In an interview with the Las Vegas Sun earlier this summer, Jethro Tull's frontman Ian Anderson said he was angered by, what he called, "Behind the Music's" glorification of rock 'n' roll excesses and near-death experiences.
"It's always easy, if you're a 16-year-old today, to think, 'Oh, that's OK to be like the guys in Aerosmith. You can go nuts when you're young and do all the drugs and do all this stuff and then you nearly die,' " Anderson said. " 'And then you quit the drugs, then you come back and you're really famous and successful again.'
"Well, that's kind of a dangerous message. I think there's a danger in glorifying this kind of rock 'n' roll-lifestyle peer group that seems to exist."
And in a recent interview from her home in Los Angeles, Kathy Valentine, bassist for the Go-Go's, said the band's "Behind the Music" failed to tell the group's complete story. Instead, the show concentrated on the conflict, drug use, wild parties and sexual escapades of the all-girl group.
"The nature of that show and the basis of its popularity is how it dwells on the negative and how the things that tear a band down and apart," Valentine said. "What 'Behind the Music' didn't show was how much of a good time we had and how much we really liked doing what we did. It just isn't in its nature to show that kind of stuff."
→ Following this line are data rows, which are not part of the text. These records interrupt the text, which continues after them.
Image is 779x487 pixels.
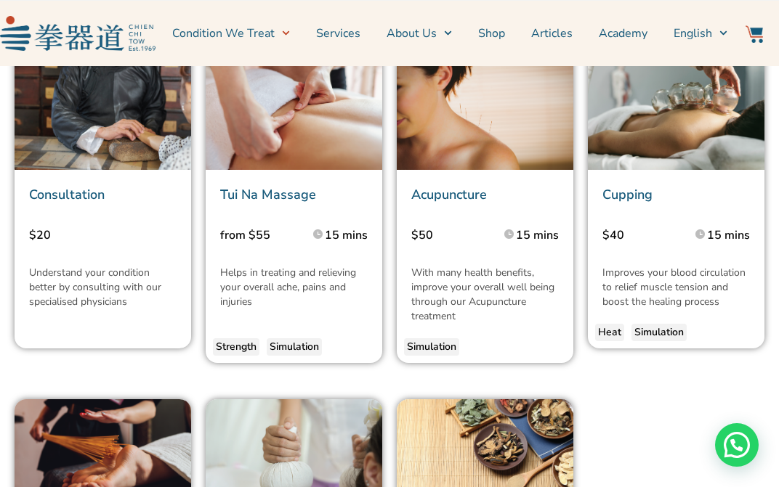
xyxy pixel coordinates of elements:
[745,25,763,43] img: Website Icon-03
[598,325,621,340] span: Heat
[29,227,177,244] p: $20
[407,340,456,354] span: Simulation
[411,266,559,324] p: With many health benefits, improve your overall well being through our Acupuncture treatment
[602,266,750,309] p: Improves your blood circulation to relief muscle tension and boost the healing process
[411,186,487,203] a: Acupuncture
[411,227,486,244] p: $50
[602,227,677,244] p: $40
[707,227,750,244] p: 15 mins
[404,338,459,356] a: Simulation
[386,15,452,52] a: About Us
[478,15,505,52] a: Shop
[673,15,727,52] a: English
[631,324,686,341] a: Simulation
[599,15,647,52] a: Academy
[220,186,316,203] a: Tui Na Massage
[516,227,559,244] p: 15 mins
[220,227,295,244] p: from $55
[316,15,360,52] a: Services
[602,186,652,203] a: Cupping
[267,338,322,356] a: Simulation
[673,25,712,42] span: English
[531,15,572,52] a: Articles
[29,266,177,309] p: Understand your condition better by consulting with our specialised physicians
[504,230,514,239] img: Time Grey
[595,324,624,341] a: Heat
[216,340,256,354] span: Strength
[269,340,319,354] span: Simulation
[313,230,323,239] img: Time Grey
[325,227,368,244] p: 15 mins
[163,15,727,52] nav: Menu
[172,15,290,52] a: Condition We Treat
[695,230,705,239] img: Time Grey
[29,186,105,203] a: Consultation
[213,338,259,356] a: Strength
[634,325,684,340] span: Simulation
[220,266,368,309] p: Helps in treating and relieving your overall ache, pains and injuries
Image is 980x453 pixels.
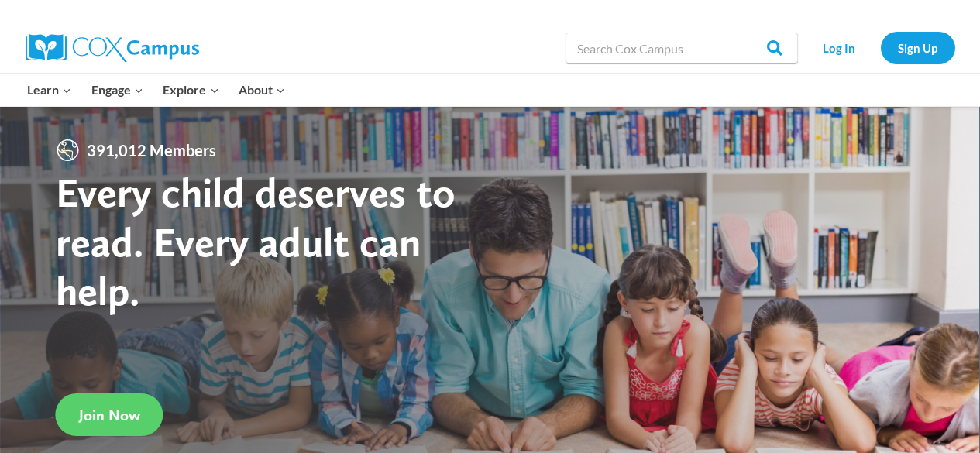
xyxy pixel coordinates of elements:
a: Sign Up [881,32,955,63]
a: Log In [806,32,874,63]
strong: Every child deserves to read. Every adult can help. [55,167,456,315]
img: Cox Campus [26,34,199,62]
span: Explore [163,80,218,100]
span: Engage [91,80,143,100]
nav: Secondary Navigation [806,32,955,63]
input: Search Cox Campus [566,33,798,63]
nav: Primary Navigation [18,74,296,106]
span: 391,012 Members [81,138,223,163]
span: About [238,80,285,100]
span: Learn [27,80,71,100]
a: Join Now [55,393,164,436]
span: Join Now [79,406,140,425]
Still, performers continue to flock to the program for two simple reasons:
It is good promotion.
For example: When Everclear's episode premiered Dec. 12, 2000, the band's album "Songs for an American Movie -- Vol. 2: Good Time for a Bad Attitude" sold 19,551 albums. The following week that number jumped to 25,944. Two weeks later the album sold 39,862 copies.
The show gives the recording artists an opportunity to give an account of what happened in their careers.
"A lot of people have been very reluctant (to appear on the show), and understandably," Moll said. "But we've demonstrated over time that we can handle these shows fairly.
"Most artists have said ... it's almost therapeutic."